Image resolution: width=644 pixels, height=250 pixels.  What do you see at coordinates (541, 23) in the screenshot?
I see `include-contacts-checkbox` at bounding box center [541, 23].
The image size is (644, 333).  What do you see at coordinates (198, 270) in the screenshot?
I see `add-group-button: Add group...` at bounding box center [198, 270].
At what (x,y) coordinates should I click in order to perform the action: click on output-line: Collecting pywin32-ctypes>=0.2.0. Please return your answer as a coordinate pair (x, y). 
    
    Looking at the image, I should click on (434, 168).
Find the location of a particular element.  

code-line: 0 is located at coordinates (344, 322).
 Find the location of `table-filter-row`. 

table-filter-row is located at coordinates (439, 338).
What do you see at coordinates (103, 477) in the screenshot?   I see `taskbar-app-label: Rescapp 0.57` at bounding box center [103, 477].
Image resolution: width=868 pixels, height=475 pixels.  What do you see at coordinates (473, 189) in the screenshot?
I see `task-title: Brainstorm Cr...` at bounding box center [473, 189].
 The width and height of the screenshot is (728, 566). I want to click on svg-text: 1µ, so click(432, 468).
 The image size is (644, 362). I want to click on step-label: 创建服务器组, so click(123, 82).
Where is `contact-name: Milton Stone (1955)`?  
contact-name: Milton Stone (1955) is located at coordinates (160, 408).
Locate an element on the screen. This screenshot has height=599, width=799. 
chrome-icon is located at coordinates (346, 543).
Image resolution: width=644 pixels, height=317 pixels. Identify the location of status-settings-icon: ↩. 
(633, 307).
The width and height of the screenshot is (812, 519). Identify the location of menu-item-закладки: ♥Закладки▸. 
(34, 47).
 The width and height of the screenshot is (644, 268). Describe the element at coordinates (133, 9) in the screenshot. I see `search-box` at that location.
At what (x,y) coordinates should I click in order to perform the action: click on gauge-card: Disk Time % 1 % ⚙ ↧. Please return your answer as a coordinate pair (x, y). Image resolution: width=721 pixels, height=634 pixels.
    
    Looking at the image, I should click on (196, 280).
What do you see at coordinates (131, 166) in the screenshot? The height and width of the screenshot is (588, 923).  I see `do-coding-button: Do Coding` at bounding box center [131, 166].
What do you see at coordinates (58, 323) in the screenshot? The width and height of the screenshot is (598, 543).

****

ACTION ITEM
Quote exactly the line containing "Image resolution: width=868" and every later line through the end of the listing, and no other lines.

ANSWER BELOW
Image resolution: width=868 pixels, height=475 pixels.  What do you see at coordinates (473, 189) in the screenshot?
I see `task-title: Brainstorm Cr...` at bounding box center [473, 189].
 The width and height of the screenshot is (728, 566). I want to click on svg-text: 1µ, so click(432, 468).
 The image size is (644, 362). I want to click on step-label: 创建服务器组, so click(123, 82).
Where is `contact-name: Milton Stone (1955)`?  
contact-name: Milton Stone (1955) is located at coordinates (160, 408).
Locate an element on the screen. This screenshot has height=599, width=799. 
chrome-icon is located at coordinates (346, 543).
Image resolution: width=644 pixels, height=317 pixels. Identify the location of status-settings-icon: ↩. 
(633, 307).
The width and height of the screenshot is (812, 519). Identify the location of menu-item-закладки: ♥Закладки▸. 
(34, 47).
 The width and height of the screenshot is (644, 268). Describe the element at coordinates (133, 9) in the screenshot. I see `search-box` at that location.
At what (x,y) coordinates should I click in order to perform the action: click on gauge-card: Disk Time % 1 % ⚙ ↧. Please return your answer as a coordinate pair (x, y). Image resolution: width=721 pixels, height=634 pixels.
    
    Looking at the image, I should click on (196, 280).
What do you see at coordinates (131, 166) in the screenshot? The height and width of the screenshot is (588, 923).  I see `do-coding-button: Do Coding` at bounding box center [131, 166].
What do you see at coordinates (58, 323) in the screenshot? The width and height of the screenshot is (598, 543).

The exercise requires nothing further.